Mothers whose first child is a boy are then more likely to suffer recurrent miscarriages than those bearing a girl first, suggests a new study.
Baby boys are already known to be more taxing for mothers, requiring more energy during gestation and being heavier at birth than girls. But the researchers believe a fundamental immune response from the mother to foreign male antigens or proteins is to blame for the miscarriage link.
Ole Christiansen, a consultant registrar at the Rigshospitalet Fertility Clinic in Copenhagen, Denmark, and colleagues carried out an epidemiological analysis of 181 women with secondary recurrent miscarriage admitted to clinics between 1986 and 2000. Secondary recurrent miscarriage describes a scenario in which a woman has at least three failed pregnancies after giving birth a first time.
For women whose first baby was a girl, 73 per cent had given birth to another living child by January 2002. In contrast, only 54 per cent of women who had given birth to a son in their first pregnancy had a second baby.
The researchers also found that, among the women who did have second babies, those who had boys first suffered an average of 3.9 miscarriages before their second child arrived. Those who had a daughter first suffered an average of 3.5 miscarriages before the second child - a small but statistically significant difference.
Immunological reaction
But in some cases, a second baby never arrives. "Among my patients, I have at least 50 who never have a second child after the birth of a boy, whereas approximately 20 patients did not experience another birth after having a girl," Christiansen told New Scientist.
He says some women may suffer a raised immunological reaction against tissue types expressed on the surface of the placenta in a pregnancy with a boy, as the placenta is created from the fetus.
"The mother's immune system may be reacting by forming antibodies, but also the mother's white blood cells may be reacting against the placenta," he says. If this is correct, the first pregnancy would sensitise the mother's immune system and cause it to react more strongly in subsequent pregnancies.
For similar reasons bone marrow transplants from a sister to a brother are known to be much riskier than from a brother to a brother, he says, and this risk is even greater if the sister has previously been pregnant.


# [Instructions to follow]
Your task is to copy all of the data exactly.

╭─ Records provided

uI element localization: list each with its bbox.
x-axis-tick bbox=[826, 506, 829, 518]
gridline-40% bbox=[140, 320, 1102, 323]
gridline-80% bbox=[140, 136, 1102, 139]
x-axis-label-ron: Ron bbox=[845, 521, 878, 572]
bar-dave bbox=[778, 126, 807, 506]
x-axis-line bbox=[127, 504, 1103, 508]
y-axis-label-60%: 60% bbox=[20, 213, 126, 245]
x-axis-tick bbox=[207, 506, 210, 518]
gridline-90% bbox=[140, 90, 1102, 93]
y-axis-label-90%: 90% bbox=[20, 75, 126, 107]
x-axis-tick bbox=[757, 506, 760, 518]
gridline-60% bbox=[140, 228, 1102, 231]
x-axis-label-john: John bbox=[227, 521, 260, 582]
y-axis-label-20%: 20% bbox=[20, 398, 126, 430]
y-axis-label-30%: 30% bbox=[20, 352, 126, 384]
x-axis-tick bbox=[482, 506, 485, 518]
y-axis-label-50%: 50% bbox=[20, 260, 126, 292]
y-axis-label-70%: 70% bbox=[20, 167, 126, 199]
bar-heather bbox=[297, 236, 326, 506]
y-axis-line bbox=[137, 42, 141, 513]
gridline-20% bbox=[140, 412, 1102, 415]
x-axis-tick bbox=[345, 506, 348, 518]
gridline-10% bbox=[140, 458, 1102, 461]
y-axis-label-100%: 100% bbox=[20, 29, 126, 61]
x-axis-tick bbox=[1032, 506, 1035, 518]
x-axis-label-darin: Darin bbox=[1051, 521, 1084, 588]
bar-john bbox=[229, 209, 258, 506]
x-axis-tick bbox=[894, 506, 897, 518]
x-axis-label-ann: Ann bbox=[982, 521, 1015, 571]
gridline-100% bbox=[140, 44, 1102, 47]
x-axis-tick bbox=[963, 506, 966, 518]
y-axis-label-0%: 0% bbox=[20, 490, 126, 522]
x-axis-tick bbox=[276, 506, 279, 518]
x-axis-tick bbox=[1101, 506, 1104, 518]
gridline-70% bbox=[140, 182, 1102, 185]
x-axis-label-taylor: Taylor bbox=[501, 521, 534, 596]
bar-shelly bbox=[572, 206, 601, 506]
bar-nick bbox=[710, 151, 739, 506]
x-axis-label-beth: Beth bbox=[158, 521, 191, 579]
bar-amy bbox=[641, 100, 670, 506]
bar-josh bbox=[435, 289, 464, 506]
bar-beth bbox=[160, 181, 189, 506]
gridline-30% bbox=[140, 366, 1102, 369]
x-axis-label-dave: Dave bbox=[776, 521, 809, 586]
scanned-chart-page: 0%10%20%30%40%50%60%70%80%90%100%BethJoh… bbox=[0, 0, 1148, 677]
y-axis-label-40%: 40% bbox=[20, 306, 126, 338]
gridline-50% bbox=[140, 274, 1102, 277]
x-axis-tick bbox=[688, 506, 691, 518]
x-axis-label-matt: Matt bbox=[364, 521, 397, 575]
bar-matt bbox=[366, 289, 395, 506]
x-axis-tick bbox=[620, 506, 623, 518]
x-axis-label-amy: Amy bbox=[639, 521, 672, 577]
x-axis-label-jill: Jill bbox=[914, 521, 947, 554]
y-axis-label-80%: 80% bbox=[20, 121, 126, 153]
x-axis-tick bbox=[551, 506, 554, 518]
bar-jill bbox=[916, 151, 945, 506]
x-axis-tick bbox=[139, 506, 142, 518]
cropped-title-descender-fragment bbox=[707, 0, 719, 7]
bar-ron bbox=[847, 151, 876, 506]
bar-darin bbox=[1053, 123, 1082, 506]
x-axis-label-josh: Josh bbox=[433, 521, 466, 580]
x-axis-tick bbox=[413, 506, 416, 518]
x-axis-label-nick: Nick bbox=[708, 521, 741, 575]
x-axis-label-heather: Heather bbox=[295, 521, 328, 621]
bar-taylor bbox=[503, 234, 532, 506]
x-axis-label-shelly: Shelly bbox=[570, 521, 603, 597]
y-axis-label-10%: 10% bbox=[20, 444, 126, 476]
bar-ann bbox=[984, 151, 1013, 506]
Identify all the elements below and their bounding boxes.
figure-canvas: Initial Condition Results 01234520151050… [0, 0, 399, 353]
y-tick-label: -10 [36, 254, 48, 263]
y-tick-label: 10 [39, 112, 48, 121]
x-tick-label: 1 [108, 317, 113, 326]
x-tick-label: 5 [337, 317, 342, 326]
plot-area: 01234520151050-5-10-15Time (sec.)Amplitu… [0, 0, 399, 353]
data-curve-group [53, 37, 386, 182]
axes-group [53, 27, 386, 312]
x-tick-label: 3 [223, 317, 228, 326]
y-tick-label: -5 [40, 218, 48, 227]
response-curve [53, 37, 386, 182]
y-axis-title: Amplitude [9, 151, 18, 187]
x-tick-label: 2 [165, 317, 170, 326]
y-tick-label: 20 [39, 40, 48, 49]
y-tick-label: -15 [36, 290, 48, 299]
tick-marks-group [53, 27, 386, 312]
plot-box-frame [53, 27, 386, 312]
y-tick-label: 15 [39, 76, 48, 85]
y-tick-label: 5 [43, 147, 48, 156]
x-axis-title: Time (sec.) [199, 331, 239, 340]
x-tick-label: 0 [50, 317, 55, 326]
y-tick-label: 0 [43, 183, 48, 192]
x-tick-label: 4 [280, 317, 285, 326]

╰─

# [Answer space]
uI element localization: list each with its bbox.
x-axis-tick bbox=[826, 506, 829, 518]
gridline-40% bbox=[140, 320, 1102, 323]
gridline-80% bbox=[140, 136, 1102, 139]
x-axis-label-ron: Ron bbox=[845, 521, 878, 572]
bar-dave bbox=[778, 126, 807, 506]
x-axis-line bbox=[127, 504, 1103, 508]
y-axis-label-60%: 60% bbox=[20, 213, 126, 245]
x-axis-tick bbox=[207, 506, 210, 518]
gridline-90% bbox=[140, 90, 1102, 93]
y-axis-label-90%: 90% bbox=[20, 75, 126, 107]
x-axis-tick bbox=[757, 506, 760, 518]
gridline-60% bbox=[140, 228, 1102, 231]
x-axis-label-john: John bbox=[227, 521, 260, 582]
y-axis-label-20%: 20% bbox=[20, 398, 126, 430]
y-axis-label-30%: 30% bbox=[20, 352, 126, 384]
x-axis-tick bbox=[482, 506, 485, 518]
y-axis-label-50%: 50% bbox=[20, 260, 126, 292]
y-axis-label-70%: 70% bbox=[20, 167, 126, 199]
bar-heather bbox=[297, 236, 326, 506]
y-axis-line bbox=[137, 42, 141, 513]
gridline-20% bbox=[140, 412, 1102, 415]
x-axis-tick bbox=[345, 506, 348, 518]
gridline-10% bbox=[140, 458, 1102, 461]
y-axis-label-100%: 100% bbox=[20, 29, 126, 61]
x-axis-tick bbox=[1032, 506, 1035, 518]
x-axis-label-darin: Darin bbox=[1051, 521, 1084, 588]
bar-john bbox=[229, 209, 258, 506]
x-axis-tick bbox=[894, 506, 897, 518]
x-axis-label-ann: Ann bbox=[982, 521, 1015, 571]
gridline-100% bbox=[140, 44, 1102, 47]
x-axis-tick bbox=[963, 506, 966, 518]
y-axis-label-0%: 0% bbox=[20, 490, 126, 522]
x-axis-tick bbox=[276, 506, 279, 518]
x-axis-tick bbox=[1101, 506, 1104, 518]
gridline-70% bbox=[140, 182, 1102, 185]
x-axis-label-taylor: Taylor bbox=[501, 521, 534, 596]
bar-shelly bbox=[572, 206, 601, 506]
bar-nick bbox=[710, 151, 739, 506]
x-axis-label-beth: Beth bbox=[158, 521, 191, 579]
bar-amy bbox=[641, 100, 670, 506]
bar-josh bbox=[435, 289, 464, 506]
bar-beth bbox=[160, 181, 189, 506]
gridline-30% bbox=[140, 366, 1102, 369]
x-axis-label-dave: Dave bbox=[776, 521, 809, 586]
scanned-chart-page: 0%10%20%30%40%50%60%70%80%90%100%BethJoh… bbox=[0, 0, 1148, 677]
y-axis-label-40%: 40% bbox=[20, 306, 126, 338]
gridline-50% bbox=[140, 274, 1102, 277]
x-axis-tick bbox=[688, 506, 691, 518]
x-axis-label-matt: Matt bbox=[364, 521, 397, 575]
bar-matt bbox=[366, 289, 395, 506]
x-axis-tick bbox=[620, 506, 623, 518]
x-axis-label-amy: Amy bbox=[639, 521, 672, 577]
x-axis-label-jill: Jill bbox=[914, 521, 947, 554]
y-axis-label-80%: 80% bbox=[20, 121, 126, 153]
x-axis-tick bbox=[551, 506, 554, 518]
bar-jill bbox=[916, 151, 945, 506]
x-axis-tick bbox=[139, 506, 142, 518]
cropped-title-descender-fragment bbox=[707, 0, 719, 7]
bar-ron bbox=[847, 151, 876, 506]
bar-darin bbox=[1053, 123, 1082, 506]
x-axis-label-josh: Josh bbox=[433, 521, 466, 580]
x-axis-tick bbox=[413, 506, 416, 518]
x-axis-label-nick: Nick bbox=[708, 521, 741, 575]
x-axis-label-heather: Heather bbox=[295, 521, 328, 621]
bar-taylor bbox=[503, 234, 532, 506]
x-axis-label-shelly: Shelly bbox=[570, 521, 603, 597]
y-axis-label-10%: 10% bbox=[20, 444, 126, 476]
bar-ann bbox=[984, 151, 1013, 506]
Identify all the elements below and their bounding boxes.
figure-canvas: Initial Condition Results 01234520151050… [0, 0, 399, 353]
y-tick-label: -10 [36, 254, 48, 263]
y-tick-label: 10 [39, 112, 48, 121]
x-tick-label: 1 [108, 317, 113, 326]
x-tick-label: 5 [337, 317, 342, 326]
plot-area: 01234520151050-5-10-15Time (sec.)Amplitu… [0, 0, 399, 353]
data-curve-group [53, 37, 386, 182]
axes-group [53, 27, 386, 312]
x-tick-label: 3 [223, 317, 228, 326]
y-tick-label: -5 [40, 218, 48, 227]
response-curve [53, 37, 386, 182]
y-axis-title: Amplitude [9, 151, 18, 187]
x-tick-label: 2 [165, 317, 170, 326]
y-tick-label: 20 [39, 40, 48, 49]
y-tick-label: -15 [36, 290, 48, 299]
tick-marks-group [53, 27, 386, 312]
plot-box-frame [53, 27, 386, 312]
y-tick-label: 15 [39, 76, 48, 85]
y-tick-label: 5 [43, 147, 48, 156]
x-axis-title: Time (sec.) [199, 331, 239, 340]
x-tick-label: 0 [50, 317, 55, 326]
y-tick-label: 0 [43, 183, 48, 192]
x-tick-label: 4 [280, 317, 285, 326]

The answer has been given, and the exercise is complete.